Maudrayne turned slowly about. The wagon, which she had remembered being drawn by two mules at the Northkeep waterfront, was now hitched to a team of four rough-coated ponies that drooped in their traces. A league or so onward the black wasteland came to an abrupt end in a row of hills, their lower slopes clothed in green and their summits nearly bare. The tallest, towards which the wagon seemed to be heading, was a nearly perfect dome of pale grey rock.
“I’ve never been here,” Maudrayne said, “but I believe we’ve nearly crossed Tarn from west to east. Behind us are the volcanos and goldfields of my nation’s interior. This black desert is part of the Lavalands, a desolate wilderness where nothing human can survive. Beyond those strange-looking hills lies the sea, the Icebear Channel that separates High Blenholme from the Barren Lands.”
Rusgann was shading her eyes from the hazy sun, studying the hills. “There’s something man-made on that highest baldtop. Like a little castle.”
Ansel’s voice said, “It’s Skullbone Peel, our destination. It takes its name from the rounded shape of the hill.”
The two women turned about to find him and Dyfrig returning to the wagon from behind an upthrust monolith of reddish rock. “Why?” the princess asked in a harsh tone. “Why in God’s name have you brought us here, to one of the most isolated and untenanted parts of Tarn?”
“For your safekeeping,” the shaman said to her. He lifted the little prince into the wagon, saying, “Wait inside for a few minutes, then I’ll show you something interesting.”
“But I’m hungry!” Dyfrig protested, thrusting his head from between the canvas curtains. He would have climbed out again, but Ansel laid his hand atop his tawny curls.
“Rest, child, until I summon you.” The boy’s eyes went blank and he withdrew without another sound.

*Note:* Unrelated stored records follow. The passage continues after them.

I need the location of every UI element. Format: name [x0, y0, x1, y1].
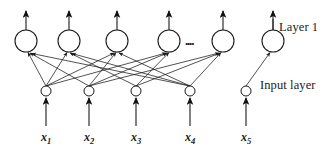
- input-node-2: [84, 86, 94, 96]
- input-layer-annotation-label: Input layer: [260, 79, 316, 92]
- input-variable-subscript-2: 2: [90, 136, 94, 146]
- input-layer-nodes: [41, 86, 251, 96]
- input-variable-base-3: x: [131, 130, 137, 144]
- input-node-3: [131, 86, 141, 96]
- layer1-ellipsis: ....: [185, 34, 193, 47]
- input-feed-arrows: [46, 98, 246, 126]
- layer1-annotation-label: Layer 1: [279, 21, 318, 34]
- layer1-node-3: [106, 30, 128, 52]
- input-node-5: [241, 86, 251, 96]
- input-node-4: [185, 86, 195, 96]
- input-variable-subscript-5: 5: [247, 136, 251, 146]
- input-variable-base-1: x: [41, 130, 47, 144]
- input-variable-label-2: x2: [79, 131, 99, 143]
- input-node-1: [41, 86, 51, 96]
- layer1-output-arrows: [26, 11, 273, 30]
- layer1-node-1: [15, 30, 37, 52]
- input-variable-label-3: x3: [126, 131, 146, 143]
- input-variable-base-5: x: [241, 130, 247, 144]
- input-variable-label-4: x4: [180, 131, 200, 143]
- input-variable-label-5: x5: [236, 131, 256, 143]
- input-variable-subscript-3: 3: [137, 136, 141, 146]
- edge-in1-l1: [28, 53, 46, 87]
- input-variable-subscript-1: 1: [47, 136, 51, 146]
- layer1-nodes: [15, 30, 284, 52]
- neural-network-diagram: .... Layer 1 Input layer x1 x2 x3 x4 x5: [0, 0, 329, 148]
- layer1-node-5: [212, 30, 234, 52]
- input-variable-base-4: x: [185, 130, 191, 144]
- layer1-node-4: [158, 30, 180, 52]
- input-variable-subscript-4: 4: [191, 136, 195, 146]
- layer1-node-2: [58, 30, 80, 52]
- input-variable-label-1: x1: [36, 131, 56, 143]
- edge-in4-l5: [190, 53, 221, 87]
- connection-edges: [28, 53, 270, 87]
- input-variable-base-2: x: [84, 130, 90, 144]
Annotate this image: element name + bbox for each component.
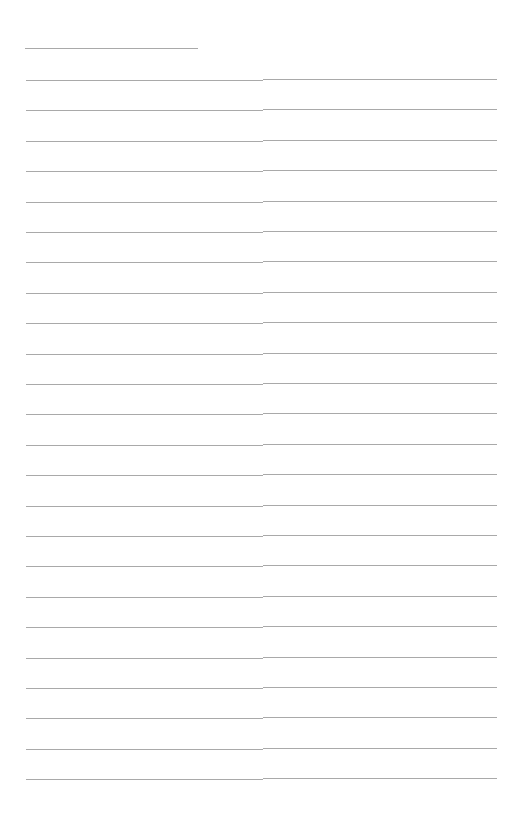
ruled-line-right-segment (263, 413, 497, 414)
ruled-line-right-segment (263, 292, 497, 293)
ruled-line-left-segment (26, 597, 263, 598)
ruled-line-left-segment (26, 749, 263, 750)
ruled-line-left-segment (26, 445, 263, 446)
ruled-line-right-segment (263, 383, 497, 384)
ruled-line-right-segment (263, 140, 497, 141)
ruled-line-right-segment (263, 79, 497, 80)
ruled-line-left-segment (26, 718, 263, 719)
ruled-page (0, 0, 512, 824)
ruled-line-right-segment (263, 748, 497, 749)
ruled-line-left-segment (26, 262, 263, 263)
ruled-line-right-segment (263, 626, 497, 627)
ruled-line-right-segment (263, 535, 497, 536)
ruled-line-left-segment (26, 141, 263, 142)
ruled-line-right-segment (263, 322, 497, 323)
ruled-line-left-segment (26, 627, 263, 628)
ruled-line-left-segment (26, 536, 263, 537)
header-line (25, 48, 198, 49)
ruled-line-right-segment (263, 201, 497, 202)
ruled-line-right-segment (263, 353, 497, 354)
ruled-line-right-segment (263, 261, 497, 262)
ruled-line-right-segment (263, 231, 497, 232)
ruled-line-left-segment (26, 658, 263, 659)
ruled-line-left-segment (26, 232, 263, 233)
ruled-line-left-segment (26, 171, 263, 172)
ruled-line-right-segment (263, 778, 497, 779)
ruled-line-right-segment (263, 109, 497, 110)
ruled-line-left-segment (26, 688, 263, 689)
ruled-line-left-segment (26, 202, 263, 203)
ruled-line-left-segment (26, 566, 263, 567)
ruled-line-right-segment (263, 565, 497, 566)
ruled-line-right-segment (263, 505, 497, 506)
ruled-line-left-segment (26, 80, 263, 81)
ruled-line-left-segment (26, 414, 263, 415)
ruled-line-right-segment (263, 444, 497, 445)
ruled-line-right-segment (263, 687, 497, 688)
ruled-line-right-segment (263, 596, 497, 597)
ruled-line-left-segment (26, 293, 263, 294)
ruled-line-right-segment (263, 474, 497, 475)
ruled-line-left-segment (26, 506, 263, 507)
ruled-line-left-segment (26, 779, 263, 780)
ruled-line-left-segment (26, 323, 263, 324)
ruled-line-right-segment (263, 717, 497, 718)
ruled-line-left-segment (26, 110, 263, 111)
ruled-line-right-segment (263, 170, 497, 171)
ruled-line-left-segment (26, 354, 263, 355)
ruled-line-left-segment (26, 384, 263, 385)
ruled-line-right-segment (263, 657, 497, 658)
ruled-line-left-segment (26, 475, 263, 476)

Maudrayne addressed the shaman in a low, furious voice. “And will you force Rusgann and me to rest again as well? Why not keep all of us sunk permanently in magi
cal sleep? It would be so much more convenient for your purposes.”
“But not good for your health,” he said without heat. “Your well-being is very important to me, dear Maudie.”
“Drop your pretence of solicitude for our welfare, Ansel Pikan! That was never your true motive for hiding my son and me. For if that were so, you would have no good reason to prevent us from taking refuge with my brother Liscanor or with my dear uncle, the High Sealord Sernin.”
Ansel said, “If Conrig found you and Dyfrig, he would have you killed. And that is the truth.”
“But not the entire truth!” she raged. “My son overheard you and the sea-hag talking one day, and even though he was unable to understand, he remembered your words well enough to repeat them to me: ‘We must make certain he remains king. He’s the only one strong enough to hold them back. Without him, we have no hope of liberating the Source.’”
“I’m sorry you learned of this. The matter is complicated and—”
“And you believe me too simpleminded to understand? I think not! You’ve kept me and my son prisoners for Conrig’s sake, not ours. You seek to protect him from mel”
“My love for you dictated my actions. I would not have the king harm you, but I couldn’t allow you to endanger his Sovereignty, either.”
“Your precious Source—whoever or whatever it is—commands your first loyalty. Protecting this Source is your paramount concern. You believe that Conrig Ironcrown is the only one strong enough to defeat the Source’s enemies in battle, so you shield him from my righteous retribution. Admit it!”
He inclined his head without a word.
“Who is the Source?” she demanded.
“A force for good. That’s all I may tell you now.”
“Who are its enemies?”
“There are two, who threaten both my master and all of humankind who dwell upon this island. Neither enemy is human. The one is incorporeal and can only be influenced indirectly by the might of High King Conrig. The second enemy is all too material, and Conrig is the only sure bulwark against it. I speak of the Salka.”